After Ryan left, I told Farrah about the Christian Science practitioner and that the woman had been praying for her since last night. “That’s amazing,” she said, “because I started feeling so much better around midnight.”
I told Farrah that the practitioner would come to the hospital, and she very much wanted her to. I called the woman and she said she’d be there in a couple of hours. When she arrived, it was quite a fascinating experience. Her name was Diane, and she was a lovely woman, probably in her fifties, who talked to us about Mary Baker Eddy, the founder of the church. She spoke about the principles of Christian Science, which basically says that we are spiritual beings, not mortal, and therefore
disease, pain, suffering, and death are all false ideas, and not the truth about us.
“You have to see Farrah as God’s perfect child, free of disease and suffering,” she instructed me. She didn’t actually pray with us—she does that part of it in her meditation at home. She said that I could read the textbook to Farrah and that I should especially say the Lord’s Prayer, that it was a very powerful healing prayer.

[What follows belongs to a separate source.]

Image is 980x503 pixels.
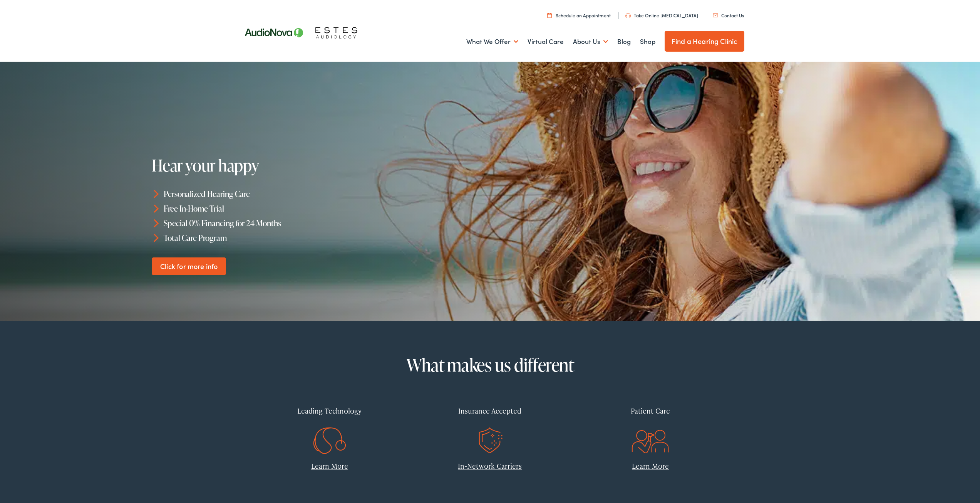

After she had gone, I stayed for a few minutes and read Psalm 23 out loud: “The Lord is my shepherd…” Farrah seemed very calm and at peace. I really think there’s something to this Christian Science business. I headed for home feeling more positive than I have in a long time.
November 13, 2008
Farrah had the new chemo late last night and it went very well. Fortunately, she didn’t get sick from it. At the hospital, I called Diane, the Christian Science practitioner, and she spoke to Farrah on the speakerphone. I read a little out loud from the book before I left. Maybe this is the miracle we’ve been asking for. Things seem to be going so much better since this lady has been praying for Farrah. She’s leaving the hospital this morning to go back home.
November 15, 2008
Farrah and I may be going back to Germany. We both spoke to Dr. Jacob at length yesterday and she has some ideas that she feels certain could help Farrah. We’d have to leave on the first of December and be gone three weeks. That means getting home just before Christmas. I’m not sure how I feel about it, but if we have to go, we’ll just go. If this chemo that she just had is working, maybe we could go after Christmas instead. I’d prefer that, but maybe Farrah shouldn’t take the chance. It’s so hard to know what’s right.
November 28, 2008
It’s the day after Thanksgiving and I’m exhausted from cooking for two days. Farrah was feeling well enough to come over two nights in a row and make pies with me. This new chemo appears to be working, which means we have even more to be thankful for. We won’t go to Germany until after the first of January. God, I’m relieved not to have to miss the holidays at home.